Here's a when-you-really-don't-feel-like-cooking dish. It's a quick and easy combination of pasta and peas, but really satisfying. This and pasta e lenticchie were my favorite everyday pastas Angelina would make when I was a kid.
Here's the way Angelina made it: You saute a goodly amount of chopped onion--with a little chopped parsley if you like--in olive oil, seasoning with a salt and generous amount of pepper. Let it go, adding a tablespoon or so of water from time to time to soften the onions and avoid their browning, until they are quite soft and their sweetness has developed nicely. Then add a can of peas with its juice. (NB: This is the only time I ever use the juice from a canned product.) Let it simmer gently, just long enough to heat the peas.
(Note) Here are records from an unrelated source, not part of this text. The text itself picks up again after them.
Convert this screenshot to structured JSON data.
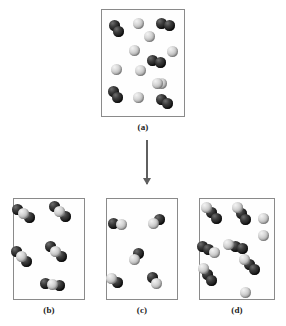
{
  "figure": {
    "type": "particulate-reaction-diagram",
    "atom_colors": {
      "dark": "#191919",
      "light": "#d6d6d6"
    },
    "box_border_color": "#8a8a8a",
    "arrow_color": "#5f5f5f"
  },
  "arrow": {
    "name": "reaction-arrow",
    "direction": "down"
  },
  "panels": [
    {
      "id": "a",
      "caption": "(a)",
      "box": {
        "x": 101,
        "y": 9,
        "w": 84,
        "h": 108
      },
      "contents_summary": {
        "dark_diatomic_molecules": 5,
        "light_single_atoms": 9
      },
      "molecules": [
        {
          "name": "dark-diatomic",
          "x": 9,
          "y": 13,
          "angle": 62,
          "atoms": [
            "dark",
            "dark"
          ]
        },
        {
          "name": "dark-diatomic",
          "x": 58,
          "y": 9,
          "angle": 10,
          "atoms": [
            "dark",
            "dark"
          ]
        },
        {
          "name": "dark-diatomic",
          "x": 49,
          "y": 46,
          "angle": 12,
          "atoms": [
            "dark",
            "dark"
          ]
        },
        {
          "name": "dark-diatomic",
          "x": 8,
          "y": 79,
          "angle": 58,
          "atoms": [
            "dark",
            "dark"
          ]
        },
        {
          "name": "dark-diatomic",
          "x": 57,
          "y": 86,
          "angle": 28,
          "atoms": [
            "dark",
            "dark"
          ]
        }
      ],
      "single_atoms": [
        {
          "name": "light-atom",
          "x": 31,
          "y": 8,
          "type": "light"
        },
        {
          "name": "light-atom",
          "x": 42,
          "y": 21,
          "type": "light"
        },
        {
          "name": "light-atom",
          "x": 27,
          "y": 35,
          "type": "light"
        },
        {
          "name": "light-atom",
          "x": 65,
          "y": 36,
          "type": "light"
        },
        {
          "name": "light-atom",
          "x": 9,
          "y": 54,
          "type": "light"
        },
        {
          "name": "light-atom",
          "x": 33,
          "y": 55,
          "type": "light"
        },
        {
          "name": "light-atom",
          "x": 54,
          "y": 68,
          "type": "light"
        },
        {
          "name": "light-atom",
          "x": 31,
          "y": 82,
          "type": "light"
        },
        {
          "name": "light-atom",
          "x": 50,
          "y": 68,
          "type": "light"
        }
      ]
    },
    {
      "id": "b",
      "caption": "(b)",
      "box": {
        "x": 13,
        "y": 198,
        "w": 72,
        "h": 102
      },
      "contents_summary": {
        "triatomic_molecules": 5,
        "triatomic_composition": "dark-light-dark"
      },
      "molecules": [
        {
          "name": "triatomic-dark-light-dark",
          "x": 4,
          "y": 9,
          "angle": 38,
          "atoms": [
            "dark",
            "light",
            "dark"
          ]
        },
        {
          "name": "triatomic-dark-light-dark",
          "x": 40,
          "y": 7,
          "angle": 40,
          "atoms": [
            "dark",
            "light",
            "dark"
          ]
        },
        {
          "name": "triatomic-dark-light-dark",
          "x": 2,
          "y": 52,
          "angle": 42,
          "atoms": [
            "dark",
            "light",
            "dark"
          ]
        },
        {
          "name": "triatomic-dark-light-dark",
          "x": 36,
          "y": 47,
          "angle": 40,
          "atoms": [
            "dark",
            "light",
            "dark"
          ]
        },
        {
          "name": "triatomic-dark-light-dark",
          "x": 33,
          "y": 80,
          "angle": 10,
          "atoms": [
            "dark",
            "light",
            "dark"
          ]
        }
      ],
      "single_atoms": []
    },
    {
      "id": "c",
      "caption": "(c)",
      "box": {
        "x": 106,
        "y": 198,
        "w": 72,
        "h": 102
      },
      "contents_summary": {
        "diatomic_molecules": 5,
        "diatomic_composition": "dark-light"
      },
      "molecules": [
        {
          "name": "diatomic-dark-light",
          "x": 5,
          "y": 19,
          "angle": 8,
          "atoms": [
            "dark",
            "light"
          ]
        },
        {
          "name": "diatomic-dark-light",
          "x": 44,
          "y": 17,
          "angle": 140,
          "atoms": [
            "dark",
            "light"
          ]
        },
        {
          "name": "diatomic-dark-light",
          "x": 24,
          "y": 52,
          "angle": 118,
          "atoms": [
            "dark",
            "light"
          ]
        },
        {
          "name": "diatomic-dark-light",
          "x": 2,
          "y": 76,
          "angle": 32,
          "atoms": [
            "light",
            "dark"
          ]
        },
        {
          "name": "diatomic-dark-light",
          "x": 42,
          "y": 76,
          "angle": 48,
          "atoms": [
            "dark",
            "light"
          ]
        }
      ],
      "single_atoms": []
    },
    {
      "id": "d",
      "caption": "(d)",
      "box": {
        "x": 199,
        "y": 198,
        "w": 76,
        "h": 102
      },
      "contents_summary": {
        "triatomic_molecules": 6,
        "triatomic_composition": "light-dark-dark",
        "light_single_atoms": 3
      },
      "molecules": [
        {
          "name": "triatomic-light-dark-dark",
          "x": 6,
          "y": 8,
          "angle": 50,
          "atoms": [
            "light",
            "dark",
            "dark"
          ]
        },
        {
          "name": "triatomic-light-dark-dark",
          "x": 36,
          "y": 9,
          "angle": 55,
          "atoms": [
            "light",
            "dark",
            "dark"
          ]
        },
        {
          "name": "triatomic-light-dark-dark",
          "x": 3,
          "y": 45,
          "angle": 28,
          "atoms": [
            "dark",
            "dark",
            "light"
          ]
        },
        {
          "name": "triatomic-light-dark-dark",
          "x": 44,
          "y": 60,
          "angle": 48,
          "atoms": [
            "light",
            "dark",
            "dark"
          ]
        },
        {
          "name": "triatomic-light-dark-dark",
          "x": 2,
          "y": 70,
          "angle": 52,
          "atoms": [
            "light",
            "dark",
            "dark"
          ]
        },
        {
          "name": "triatomic-light-dark-dark",
          "x": 30,
          "y": 42,
          "angle": 18,
          "atoms": [
            "light",
            "dark",
            "dark"
          ]
        }
      ],
      "single_atoms": [
        {
          "name": "light-atom",
          "x": 58,
          "y": 14,
          "type": "light"
        },
        {
          "name": "light-atom",
          "x": 58,
          "y": 31,
          "type": "light"
        },
        {
          "name": "light-atom",
          "x": 40,
          "y": 88,
          "type": "light"
        }
      ]
    }
  ]
}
Separately, boil ditali or another small, stubby pasta (see below) in well salted water and then add to the peas. Allow them to simmer together for just a minute, adding a bit of pasta water if the pasta is too dry for your taste (see below) then leave off heat, covered, for two minutes or so, to allow the flavors to meld. Serve with additional freshly ground pepper, if you like, and un filo d'olio. Et voila!
NOTES: The above is the quick and easy method. For a dish that is more genuino as they say in Italian, use fresh peas. You add the shelled peas to the onion soffritto, saute for a minute or two to allow the peas to absorb the flavor, then add enough broth or water just to cover the peas. Simmer until the peas are tender and proceed as indicated in the main recipe. You can also use frozen peas in the same way, which are convenient but greener and sweeter than the canned variety.
Some variations. The foregoing recipe is the one I grew up with in an Italian-American family. In Italy, it is more common to use either fresh or frozen peas, to which either broth or water is added, rather than canned peas and their canning liquid.
The dish I grew up with had no meat and no tomato--in bianco as they say in Italian. But a lot of people add bits of pancetta (Italian bacon) or cooked ham to saute along with the onions. And some people also like to add a bit of tomato after the onion and/or pancetta and/or parsley have sauteed, for a bit more color and taste. Allow the tomato to reduce before adding your peas, and proceed as indicated in the main recipe. I have also seen recipes calling for you to use shallot (scalogno) instead of onion. You can also vary the amount of onion. I use lots of onion--a whole smallish onion for two people--which adds considerable sweetness. If you are using really fresh, young, sweet peas, you may need less onion. (I have also seen recipes calling for the addition of a pinch of sugar to add sweetness, but personally the idea does not attract me.) Finally, some people like their pasta e piselli dry (in which case, leave out the liquid or use much less). I grew up with a rather wet pasta, almost a soup, and I like it that way. (This is one pasta, btw, that you are better off eating with a spoon.) Some people, in fact, like to squash some of the peas against the side of the pan as they cook, to thicken the broth and make it creamier. And I always ate my pasta e piselli with lots of freshly ground pepper--I really like the contrast between the sweetness of the onion and peas and the spiciness of the pepper--but this is not necessary if you don't care for pepper. I've seen recipes calling for a dusting of parmesan cheese as well, but this stikes me a slightly sacrilegious.
The choice of pasta is important here. The original and--to my taste--by far the best choice are a very small tubular pasta called ditali, ditalini or tubetti. (NB: This is one of the many examples of basically the same shape of pasta having multiple names according to region.) Also a very good choice are the tiny shell-shape pasta called chioccioline or conchigliette which some say is even better because they concave surface catches the peas. Some people even use spaghetti or linguine broken up into short lengths. (That's how my grandmother made pasta e lenticchie, but never this dish.) Why not experiment with different pastas to see which one you like best. As they say, "variety is the spice of life."